Fathom Logo

Learning PlanSessionsContributors
 Chinese Business Culture for Business Travelers
 Fathom
Sessions
Session 3
Session 2Session 4

Guanxi

Guanxi, literally meaning "connections," refers to the cultivation of personal relationships with a material gain in mind. In a business context, guanxi can take place between a firm manager and a government official whose decisions can have an impact on the firm. Business associates may also rely on guanxi, using their personal relationship to ensure that mutual obligations are met, a common occurrence in developing countries with legal systems that do not reliably enforce contracts. The strongest forms of guanxi develop between classmates, blood relations, and people from the same city or province when they are living in other parts of China. Foreigners can and do resort to gifts and other favors to create a sense of obligation on the part of the receiving party, but even under the best of circumstances they can never compete with these strong forms of guanxi.

Discussion
Imagine that a Chinese friend advises you to host a dinner in honor of a Chinese government official whose good will is essential if your firm is to do business in his city.

{Dis: Would you do it?} What if you learned that the expectation was that the dinner would be held at an expensive restaurant and that a large number of the official's colleagues would also be invited?

One of the biggest mistakes that foreigners can make in China is to assume that the cultivation of guanxi alone will lead to success. Personal relationships in business matter everywhere, including the United States, and no one suggests that they can entirely replace good business sense. For every firm that has found success in China by relying heavily on guanxi, there are many more that have failed because their business plan amounted to little more than identifying key public officials and cultivating their favor.

The term "guanxi xue," or "guanxi studies" equates guanxi and academic knowledge with an intentional irony, and there are many Chinese aphorisms suggesting that guanxi is more important than other skills. The Chinese can be very critical of someone who uses guanxi extensively for personal gain, using words like "oily" to describe them. At the same time, however, they will often acknowledge the value of those skills, admiring the ingenuity of the means at the same time that they criticize the selfishness of the ends. The Chinese can also have mixed feelings toward the simple, ingenuous person at the other end of the spectrum who has no guanxi skills at all. While admiring the pureness of their morals, they will also lament their inability to get anything done in the real world. The vast majority of Chinese fall between these extremes. They may possess competent guanxi skills but will use them selectively and only when official procedures have failed. At the same time, they have a circle of friends within which favors are done out of genuine affection and where any expectation of reciprocity or material gain would be considered rude.

bute the enduring importance of guanxi to several factors. The first is the continuity of Chinese tradition, including heavy government intervention in the economy, a powerful bureaucracy and the freedom of local officials to interpret policies and regulations from the center. There is also a sense among many people--particularly those old enough to remember--that the breakdown of social and political order during the Cultural Revolution (1966-76) created the ideal conditions for the spread of guanxi. Finally, there is a sense that the complexity and speed of economic transition have outpaced the ability of written rules and official institutions to support it. By contrast, the government has frequently argued that the "foreign" values of selfishness and individualism have contributed to the guanxi phenomenon, a position that strikes a chord with Chinese who are already suspicious of foreign motives toward China.

As China has become wealthier and more urbanized, the concept of guanxi is increasingly seen as a vestige of traditional society and the worst aspects of socialism. To suggest that guanxi is still important can even be insulting to some managers and officials in China's largest cities. Guanxi is a laborious, time-consuming activity, and its practice contradicts the fast-paced, cosmopolitan image cultivated by China's coastal cities. Moreover, many educated Chinese see a stronger, rule-based legal system--which would take away the freedom of officials to interpret regulations in ways that can benefit them personally--as essential for China's continued development.

Many foreigners assume that the tradition of guanxi in China goes a long way toward explaining China's serious problem with corruption. It is certainly true that the guanxi-related exchange of gifts and favors would be considered bribery in most countries (and increasingly in many parts of China), but China's corruption problem is mainly the result of weak law enforcement, vague regulations that allow government officials to interpret them on a case-by-case basis, and its very prevalence, which gives bribe-takers a sense of safety in numbers. China's corruption record, while an embarrassment to its leaders and its citizens, is only average when compared to other large developing countries, including Russia, India, Brazil and Indonesia.

Thinking Point
As a foreign manager in China, what would be the advantages to having a personal attitude toward guanxi that is different from your Chinese colleagues?

Like individuals, firms in China have their own guanxi networks. State-owned enterprises are already firmly embedded in the old central planning system, and as a result they receive preferential treatment from the central government when it comes to accessing capital, human talent, supplies and markets. At the other end of the spectrum, private firms are the most vulnerable to bureaucratic interference, and not surprisingly their managers spend more time cultivating good relations with government officials. Those relationships can yield important benefits in the form of market access, warnings about sudden policy changes, and protection from punitive taxes and fines. In return, the government official might receive goods, cash or jobs for relatives.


WORK TASK: The required result is an exact copy of the material from the line with "Localize each UI component in this 328x310" through its final line, both ends included.

DATASET RECORDS:
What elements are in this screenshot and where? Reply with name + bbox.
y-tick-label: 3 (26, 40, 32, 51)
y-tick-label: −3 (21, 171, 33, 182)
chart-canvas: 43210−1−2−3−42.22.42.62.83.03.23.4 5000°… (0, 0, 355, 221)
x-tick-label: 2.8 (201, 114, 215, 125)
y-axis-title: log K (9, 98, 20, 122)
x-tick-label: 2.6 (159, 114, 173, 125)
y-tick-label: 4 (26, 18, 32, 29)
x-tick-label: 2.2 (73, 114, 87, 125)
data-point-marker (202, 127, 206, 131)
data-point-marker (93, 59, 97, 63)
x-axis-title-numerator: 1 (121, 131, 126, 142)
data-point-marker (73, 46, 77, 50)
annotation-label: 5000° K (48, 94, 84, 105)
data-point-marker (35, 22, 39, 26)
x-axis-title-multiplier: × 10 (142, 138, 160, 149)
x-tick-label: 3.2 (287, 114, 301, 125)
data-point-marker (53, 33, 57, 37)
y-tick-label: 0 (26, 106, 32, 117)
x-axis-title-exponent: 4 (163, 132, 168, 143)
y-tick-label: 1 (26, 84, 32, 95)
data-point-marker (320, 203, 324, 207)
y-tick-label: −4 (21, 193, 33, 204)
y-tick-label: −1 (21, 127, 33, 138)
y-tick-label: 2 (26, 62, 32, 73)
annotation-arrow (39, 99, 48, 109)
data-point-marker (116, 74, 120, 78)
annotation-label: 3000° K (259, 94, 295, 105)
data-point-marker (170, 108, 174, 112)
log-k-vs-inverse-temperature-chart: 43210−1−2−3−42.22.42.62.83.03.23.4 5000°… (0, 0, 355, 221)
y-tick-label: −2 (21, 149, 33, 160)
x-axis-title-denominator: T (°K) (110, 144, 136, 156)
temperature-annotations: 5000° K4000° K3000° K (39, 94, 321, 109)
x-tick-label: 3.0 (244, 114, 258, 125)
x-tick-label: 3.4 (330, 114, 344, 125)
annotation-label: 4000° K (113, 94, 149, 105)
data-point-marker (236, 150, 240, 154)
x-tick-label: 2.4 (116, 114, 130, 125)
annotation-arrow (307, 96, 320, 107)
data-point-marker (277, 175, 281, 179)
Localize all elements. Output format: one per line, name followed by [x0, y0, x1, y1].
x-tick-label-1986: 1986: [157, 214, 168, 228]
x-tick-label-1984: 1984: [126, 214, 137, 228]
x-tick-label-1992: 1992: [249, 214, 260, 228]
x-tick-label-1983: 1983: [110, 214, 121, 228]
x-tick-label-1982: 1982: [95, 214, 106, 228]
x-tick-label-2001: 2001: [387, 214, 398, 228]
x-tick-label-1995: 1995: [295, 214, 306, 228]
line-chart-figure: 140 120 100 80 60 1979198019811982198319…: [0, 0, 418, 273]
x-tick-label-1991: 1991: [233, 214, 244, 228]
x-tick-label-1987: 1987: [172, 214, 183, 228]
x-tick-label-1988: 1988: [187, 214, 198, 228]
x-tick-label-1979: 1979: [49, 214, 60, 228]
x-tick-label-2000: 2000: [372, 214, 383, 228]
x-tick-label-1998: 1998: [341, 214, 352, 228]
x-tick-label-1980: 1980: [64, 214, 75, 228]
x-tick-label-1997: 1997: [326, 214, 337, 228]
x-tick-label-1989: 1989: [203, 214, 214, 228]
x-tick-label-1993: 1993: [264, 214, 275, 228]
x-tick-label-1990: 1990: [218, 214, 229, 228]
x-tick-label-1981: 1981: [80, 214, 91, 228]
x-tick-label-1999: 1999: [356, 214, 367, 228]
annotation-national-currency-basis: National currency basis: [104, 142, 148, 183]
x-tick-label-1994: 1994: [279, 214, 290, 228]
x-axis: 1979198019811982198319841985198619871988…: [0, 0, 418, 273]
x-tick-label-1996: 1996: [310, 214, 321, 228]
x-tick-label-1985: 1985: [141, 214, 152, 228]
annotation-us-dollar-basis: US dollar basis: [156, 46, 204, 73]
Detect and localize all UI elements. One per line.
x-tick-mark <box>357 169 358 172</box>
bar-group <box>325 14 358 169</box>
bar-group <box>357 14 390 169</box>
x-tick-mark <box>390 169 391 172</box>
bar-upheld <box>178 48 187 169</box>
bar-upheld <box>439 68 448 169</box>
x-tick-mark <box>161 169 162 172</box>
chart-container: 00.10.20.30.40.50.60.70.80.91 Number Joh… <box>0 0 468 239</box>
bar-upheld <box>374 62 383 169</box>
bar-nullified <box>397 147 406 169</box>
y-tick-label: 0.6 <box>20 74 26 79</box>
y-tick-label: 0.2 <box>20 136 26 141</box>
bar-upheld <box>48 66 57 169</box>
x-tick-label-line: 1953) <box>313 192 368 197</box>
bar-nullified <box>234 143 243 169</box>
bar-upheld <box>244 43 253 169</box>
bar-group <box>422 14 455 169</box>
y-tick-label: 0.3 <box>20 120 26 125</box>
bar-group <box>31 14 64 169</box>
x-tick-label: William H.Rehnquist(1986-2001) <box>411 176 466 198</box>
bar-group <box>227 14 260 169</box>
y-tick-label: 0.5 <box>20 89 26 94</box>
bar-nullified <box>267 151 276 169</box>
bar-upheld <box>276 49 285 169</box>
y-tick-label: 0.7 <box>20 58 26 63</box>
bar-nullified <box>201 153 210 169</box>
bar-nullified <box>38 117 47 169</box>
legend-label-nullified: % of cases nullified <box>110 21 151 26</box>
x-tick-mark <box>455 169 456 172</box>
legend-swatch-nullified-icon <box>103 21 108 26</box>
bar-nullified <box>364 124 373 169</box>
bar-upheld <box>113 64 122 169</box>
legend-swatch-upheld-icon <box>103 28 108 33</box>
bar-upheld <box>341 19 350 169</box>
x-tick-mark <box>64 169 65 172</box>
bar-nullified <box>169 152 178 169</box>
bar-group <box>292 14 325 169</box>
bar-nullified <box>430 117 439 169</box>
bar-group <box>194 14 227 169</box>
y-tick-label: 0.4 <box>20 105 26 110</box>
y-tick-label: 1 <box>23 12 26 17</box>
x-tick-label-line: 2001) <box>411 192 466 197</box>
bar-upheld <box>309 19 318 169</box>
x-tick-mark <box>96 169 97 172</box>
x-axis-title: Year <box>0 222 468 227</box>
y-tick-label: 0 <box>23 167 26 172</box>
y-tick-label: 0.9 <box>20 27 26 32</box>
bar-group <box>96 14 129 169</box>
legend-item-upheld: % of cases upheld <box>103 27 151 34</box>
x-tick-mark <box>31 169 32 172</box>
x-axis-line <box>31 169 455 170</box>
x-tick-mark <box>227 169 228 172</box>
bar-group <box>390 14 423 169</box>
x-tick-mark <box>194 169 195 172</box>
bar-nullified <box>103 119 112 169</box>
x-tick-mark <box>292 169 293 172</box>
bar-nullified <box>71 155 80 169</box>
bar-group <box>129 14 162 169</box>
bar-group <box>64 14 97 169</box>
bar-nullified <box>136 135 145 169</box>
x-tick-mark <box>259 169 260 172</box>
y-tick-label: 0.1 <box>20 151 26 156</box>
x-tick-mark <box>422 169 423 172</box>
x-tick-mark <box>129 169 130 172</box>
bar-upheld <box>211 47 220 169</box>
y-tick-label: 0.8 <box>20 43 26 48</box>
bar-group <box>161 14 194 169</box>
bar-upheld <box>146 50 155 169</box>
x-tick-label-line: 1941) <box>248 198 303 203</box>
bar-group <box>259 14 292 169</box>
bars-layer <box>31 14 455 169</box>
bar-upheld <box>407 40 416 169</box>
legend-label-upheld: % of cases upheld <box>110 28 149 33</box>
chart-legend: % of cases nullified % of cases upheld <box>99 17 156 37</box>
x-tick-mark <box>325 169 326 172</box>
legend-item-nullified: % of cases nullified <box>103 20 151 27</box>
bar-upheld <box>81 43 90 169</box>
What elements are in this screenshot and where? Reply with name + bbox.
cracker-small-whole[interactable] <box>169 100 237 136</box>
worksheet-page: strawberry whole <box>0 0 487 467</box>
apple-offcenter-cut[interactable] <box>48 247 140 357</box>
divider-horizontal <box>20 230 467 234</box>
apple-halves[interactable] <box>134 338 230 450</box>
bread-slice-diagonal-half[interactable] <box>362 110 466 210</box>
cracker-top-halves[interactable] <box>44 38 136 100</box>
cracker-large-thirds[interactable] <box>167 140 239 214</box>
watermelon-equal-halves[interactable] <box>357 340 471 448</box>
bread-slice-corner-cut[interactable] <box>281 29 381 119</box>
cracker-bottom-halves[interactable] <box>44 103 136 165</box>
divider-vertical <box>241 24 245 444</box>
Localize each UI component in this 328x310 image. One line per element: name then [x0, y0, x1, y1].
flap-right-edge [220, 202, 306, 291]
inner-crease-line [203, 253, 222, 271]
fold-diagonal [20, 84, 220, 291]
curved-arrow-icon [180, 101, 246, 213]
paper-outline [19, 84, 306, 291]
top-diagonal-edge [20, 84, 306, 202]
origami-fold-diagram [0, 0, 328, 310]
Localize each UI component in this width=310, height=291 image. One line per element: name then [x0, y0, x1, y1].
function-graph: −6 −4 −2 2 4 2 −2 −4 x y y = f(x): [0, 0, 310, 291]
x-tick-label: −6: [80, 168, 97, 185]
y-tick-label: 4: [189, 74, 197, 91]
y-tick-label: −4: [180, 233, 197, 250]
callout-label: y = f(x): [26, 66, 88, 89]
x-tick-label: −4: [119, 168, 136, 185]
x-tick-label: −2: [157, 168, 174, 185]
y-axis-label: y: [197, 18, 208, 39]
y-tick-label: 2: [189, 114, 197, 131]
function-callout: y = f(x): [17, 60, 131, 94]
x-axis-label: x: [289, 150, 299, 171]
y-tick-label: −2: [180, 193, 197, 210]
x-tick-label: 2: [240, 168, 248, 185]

EXERCISE SOLUTION:
Localize each UI component in this 328x310 image. One line per element: name then [x0, y0, x1, y1].
flap-right-edge [220, 202, 306, 291]
inner-crease-line [203, 253, 222, 271]
fold-diagonal [20, 84, 220, 291]
curved-arrow-icon [180, 101, 246, 213]
paper-outline [19, 84, 306, 291]
top-diagonal-edge [20, 84, 306, 202]
origami-fold-diagram [0, 0, 328, 310]
Localize each UI component in this width=310, height=291 image. One line per element: name then [x0, y0, x1, y1].
function-graph: −6 −4 −2 2 4 2 −2 −4 x y y = f(x): [0, 0, 310, 291]
x-tick-label: −6: [80, 168, 97, 185]
y-tick-label: 4: [189, 74, 197, 91]
y-tick-label: −4: [180, 233, 197, 250]
callout-label: y = f(x): [26, 66, 88, 89]
x-tick-label: −4: [119, 168, 136, 185]
x-tick-label: −2: [157, 168, 174, 185]
y-axis-label: y: [197, 18, 208, 39]
y-tick-label: 2: [189, 114, 197, 131]
function-callout: y = f(x): [17, 60, 131, 94]
x-axis-label: x: [289, 150, 299, 171]
y-tick-label: −2: [180, 193, 197, 210]
x-tick-label: 2: [240, 168, 248, 185]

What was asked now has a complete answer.